Polishing shoes used to be on the to-do list with the same regularity as ironing and taking out the ashes. No matter how worn the condition of our shoes, their shine or the lack thereof was a mark of one’s upbringing.

Fortunate were we who owned three pairs of wearable shoes at any given time. Normally they were classified as Sunday, everyday and school. Sunday shoes might get by with a good buffing a time or two, but school shoes needed a complete polishing at least once a week.

Our mothers counseled us about how to avoid scuffing our shoes, but it just happened in the course of playground games and mindlessly kicking the legs of our desk. (And maybe kicking a few rocks along the path as we walked home.)

The way our everyday shoes looked was not so important but polishing them for preservation and extending their life was. We applied the waxy polish generously to resist the dew and dirt that took their toll on the leather. Every so often my father slathered old lard on his heavy brogans and left them sitting overnight in the shop to soak to make them more supple and weather repellent.

Polishing shoes was not my favorite chore. I hated having to wait for the wax to dry before I could rub it to a high gloss with a heavy flannel cloth. Yet, I couldn’t leave and do something else because it didn’t need to dry too long either. If I was in a magnanimous mood, I might polish all the shoes in the family’s closet (far fewer than today’s collections!) and seek out the praise that I was surely due.

I was gleeful when someone invented liquid self-shining polish that you applied with a cotton dauber on a wire stem attached to the inside of the bottle top. Yet, its shine was not high quality and it did not condition the leather as well as wax. Liquid polish was one of those tempting steps toward easier living that we humans continue to fall for.

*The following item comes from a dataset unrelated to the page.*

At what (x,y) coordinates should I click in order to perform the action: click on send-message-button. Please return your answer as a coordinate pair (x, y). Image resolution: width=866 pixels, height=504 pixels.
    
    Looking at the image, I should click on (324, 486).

The Griffin brand dominated the market in shoe polish, as Burma-Shave had the monopoly on shaving cream. I appreciated the clever little built-in lever that you could turn and it would push open the tight-fitting lid of the tin shoe polish container. I liked seeing advertisements of the polish that we used at our house in the newspaper and magazines and hearing it praised on radio commercials.

Because we wanted to look nice, and because we wanted to preserve the shine on our shoes as long as we could, we sometimes walked barefoot to our destination and carried our shoes. Out of sight before we got there we wiped the dust off our feet on the grass and slipped on our shoes, arriving on the doorstep with them shining.

Since the businessman was known by the shine of his shoes, shoeshine stands were in barber shops and handily set up on street corners to snare the passersby.

Gone are the days. We wear flip flops or dirty sneakers and traipse on down the road. unconcerned.